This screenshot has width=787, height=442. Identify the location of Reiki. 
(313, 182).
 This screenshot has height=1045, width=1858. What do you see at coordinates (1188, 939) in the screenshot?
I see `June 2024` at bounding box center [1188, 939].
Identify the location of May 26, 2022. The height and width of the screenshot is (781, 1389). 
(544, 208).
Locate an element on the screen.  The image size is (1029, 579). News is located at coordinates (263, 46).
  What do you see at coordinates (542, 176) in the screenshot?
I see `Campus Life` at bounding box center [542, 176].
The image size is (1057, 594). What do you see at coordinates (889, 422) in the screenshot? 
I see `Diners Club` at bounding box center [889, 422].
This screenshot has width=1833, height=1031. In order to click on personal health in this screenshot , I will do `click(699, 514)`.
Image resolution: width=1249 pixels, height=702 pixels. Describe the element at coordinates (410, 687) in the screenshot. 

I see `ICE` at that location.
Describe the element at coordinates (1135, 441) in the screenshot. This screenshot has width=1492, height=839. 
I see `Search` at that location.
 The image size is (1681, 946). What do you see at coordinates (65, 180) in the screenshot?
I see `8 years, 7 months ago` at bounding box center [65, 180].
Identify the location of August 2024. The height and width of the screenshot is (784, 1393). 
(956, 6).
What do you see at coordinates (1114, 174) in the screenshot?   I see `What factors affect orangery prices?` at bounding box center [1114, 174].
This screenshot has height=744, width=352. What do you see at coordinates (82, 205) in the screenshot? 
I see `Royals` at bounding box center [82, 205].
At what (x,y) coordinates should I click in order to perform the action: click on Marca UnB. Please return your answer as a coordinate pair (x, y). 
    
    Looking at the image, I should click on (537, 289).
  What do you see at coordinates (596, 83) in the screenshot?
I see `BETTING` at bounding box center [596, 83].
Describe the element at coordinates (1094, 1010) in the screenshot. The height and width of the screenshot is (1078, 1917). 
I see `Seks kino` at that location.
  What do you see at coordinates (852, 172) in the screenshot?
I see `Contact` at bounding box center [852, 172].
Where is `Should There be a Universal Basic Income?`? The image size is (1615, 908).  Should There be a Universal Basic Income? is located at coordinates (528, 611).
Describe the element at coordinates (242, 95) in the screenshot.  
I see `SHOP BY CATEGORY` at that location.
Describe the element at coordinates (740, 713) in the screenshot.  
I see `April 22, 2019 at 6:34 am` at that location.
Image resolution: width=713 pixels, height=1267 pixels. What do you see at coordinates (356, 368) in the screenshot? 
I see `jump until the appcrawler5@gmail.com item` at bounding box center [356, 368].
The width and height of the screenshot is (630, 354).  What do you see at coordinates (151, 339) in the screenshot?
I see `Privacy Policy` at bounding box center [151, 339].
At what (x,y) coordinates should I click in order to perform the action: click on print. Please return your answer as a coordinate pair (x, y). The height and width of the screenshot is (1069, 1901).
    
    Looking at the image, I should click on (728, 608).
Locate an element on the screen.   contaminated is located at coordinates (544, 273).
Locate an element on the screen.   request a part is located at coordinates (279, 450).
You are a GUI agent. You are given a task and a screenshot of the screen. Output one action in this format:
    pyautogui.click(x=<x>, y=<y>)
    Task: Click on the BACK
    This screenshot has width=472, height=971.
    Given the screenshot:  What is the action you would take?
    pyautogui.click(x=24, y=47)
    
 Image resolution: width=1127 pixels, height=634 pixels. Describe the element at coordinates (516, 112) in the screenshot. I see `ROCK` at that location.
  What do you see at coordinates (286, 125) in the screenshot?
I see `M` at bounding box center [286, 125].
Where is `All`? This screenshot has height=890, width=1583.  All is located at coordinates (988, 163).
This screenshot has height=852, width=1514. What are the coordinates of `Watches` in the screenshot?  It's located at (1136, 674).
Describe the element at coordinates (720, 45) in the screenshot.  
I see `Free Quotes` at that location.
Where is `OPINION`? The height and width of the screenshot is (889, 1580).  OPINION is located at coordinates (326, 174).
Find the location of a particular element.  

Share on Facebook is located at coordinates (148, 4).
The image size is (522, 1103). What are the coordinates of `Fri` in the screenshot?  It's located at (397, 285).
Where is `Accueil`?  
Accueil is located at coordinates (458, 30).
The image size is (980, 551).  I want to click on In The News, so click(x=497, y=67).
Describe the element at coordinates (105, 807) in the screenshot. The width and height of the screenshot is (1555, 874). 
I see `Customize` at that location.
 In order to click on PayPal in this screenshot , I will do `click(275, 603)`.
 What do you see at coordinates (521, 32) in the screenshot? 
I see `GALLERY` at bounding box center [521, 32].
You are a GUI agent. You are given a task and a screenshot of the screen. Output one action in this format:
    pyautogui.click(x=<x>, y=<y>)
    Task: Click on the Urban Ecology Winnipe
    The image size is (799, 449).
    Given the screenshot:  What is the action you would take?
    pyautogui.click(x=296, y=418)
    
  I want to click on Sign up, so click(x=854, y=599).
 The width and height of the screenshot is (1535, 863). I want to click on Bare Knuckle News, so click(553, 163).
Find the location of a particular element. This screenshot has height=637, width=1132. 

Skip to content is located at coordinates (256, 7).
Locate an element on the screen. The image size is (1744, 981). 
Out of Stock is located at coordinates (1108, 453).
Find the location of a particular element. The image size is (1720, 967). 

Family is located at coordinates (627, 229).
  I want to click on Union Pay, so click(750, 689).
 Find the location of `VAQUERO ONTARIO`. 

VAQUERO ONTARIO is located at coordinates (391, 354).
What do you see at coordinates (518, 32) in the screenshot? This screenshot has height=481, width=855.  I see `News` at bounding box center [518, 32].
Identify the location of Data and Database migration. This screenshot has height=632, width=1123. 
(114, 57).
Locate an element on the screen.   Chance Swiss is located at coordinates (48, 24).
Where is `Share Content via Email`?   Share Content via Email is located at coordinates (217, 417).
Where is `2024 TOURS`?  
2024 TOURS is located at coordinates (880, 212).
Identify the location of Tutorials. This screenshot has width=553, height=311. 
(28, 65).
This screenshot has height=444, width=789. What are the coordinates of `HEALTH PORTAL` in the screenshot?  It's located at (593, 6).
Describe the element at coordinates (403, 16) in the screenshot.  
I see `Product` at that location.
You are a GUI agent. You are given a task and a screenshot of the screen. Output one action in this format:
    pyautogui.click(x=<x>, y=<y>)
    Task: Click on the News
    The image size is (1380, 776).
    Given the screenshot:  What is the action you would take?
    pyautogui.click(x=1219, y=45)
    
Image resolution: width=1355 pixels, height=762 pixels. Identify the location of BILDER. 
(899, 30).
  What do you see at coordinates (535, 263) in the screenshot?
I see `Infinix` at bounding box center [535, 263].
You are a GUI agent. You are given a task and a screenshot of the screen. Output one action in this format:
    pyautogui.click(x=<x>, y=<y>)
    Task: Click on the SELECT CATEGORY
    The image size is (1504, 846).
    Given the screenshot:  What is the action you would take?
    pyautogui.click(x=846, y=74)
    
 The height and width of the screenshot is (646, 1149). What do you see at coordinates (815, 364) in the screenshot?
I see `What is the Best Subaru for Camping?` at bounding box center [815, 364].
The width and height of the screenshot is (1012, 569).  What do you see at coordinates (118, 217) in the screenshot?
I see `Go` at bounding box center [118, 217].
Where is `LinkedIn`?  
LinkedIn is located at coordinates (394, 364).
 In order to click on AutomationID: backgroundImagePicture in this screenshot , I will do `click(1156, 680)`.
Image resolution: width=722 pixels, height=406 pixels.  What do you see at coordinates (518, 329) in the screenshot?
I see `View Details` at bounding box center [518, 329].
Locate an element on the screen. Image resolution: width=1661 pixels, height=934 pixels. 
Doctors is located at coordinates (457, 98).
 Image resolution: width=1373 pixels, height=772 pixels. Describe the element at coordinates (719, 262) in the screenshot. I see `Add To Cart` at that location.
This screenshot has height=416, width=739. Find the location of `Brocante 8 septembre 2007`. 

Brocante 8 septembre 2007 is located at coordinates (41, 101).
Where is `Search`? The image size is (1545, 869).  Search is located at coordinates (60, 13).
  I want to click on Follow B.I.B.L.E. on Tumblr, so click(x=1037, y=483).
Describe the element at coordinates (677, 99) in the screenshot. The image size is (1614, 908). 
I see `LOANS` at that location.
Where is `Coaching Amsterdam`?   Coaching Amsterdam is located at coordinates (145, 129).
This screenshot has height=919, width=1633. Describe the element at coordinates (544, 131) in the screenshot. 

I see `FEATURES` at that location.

Aim of the exercise: Set down exactly the lines above that run from the start of the listing to the line with "This screenshot has width=1833, height=1031.". Leave out every later line.

Result for this exercise:
This screenshot has width=787, height=442. Identify the location of Reiki. 
(313, 182).
 This screenshot has height=1045, width=1858. What do you see at coordinates (1188, 939) in the screenshot?
I see `June 2024` at bounding box center [1188, 939].
Identify the location of May 26, 2022. The height and width of the screenshot is (781, 1389). 
(544, 208).
Locate an element on the screen.  The image size is (1029, 579). News is located at coordinates (263, 46).
  What do you see at coordinates (542, 176) in the screenshot?
I see `Campus Life` at bounding box center [542, 176].
The image size is (1057, 594). What do you see at coordinates (889, 422) in the screenshot? 
I see `Diners Club` at bounding box center [889, 422].
This screenshot has width=1833, height=1031. In order to click on personal health in this screenshot , I will do `click(699, 514)`.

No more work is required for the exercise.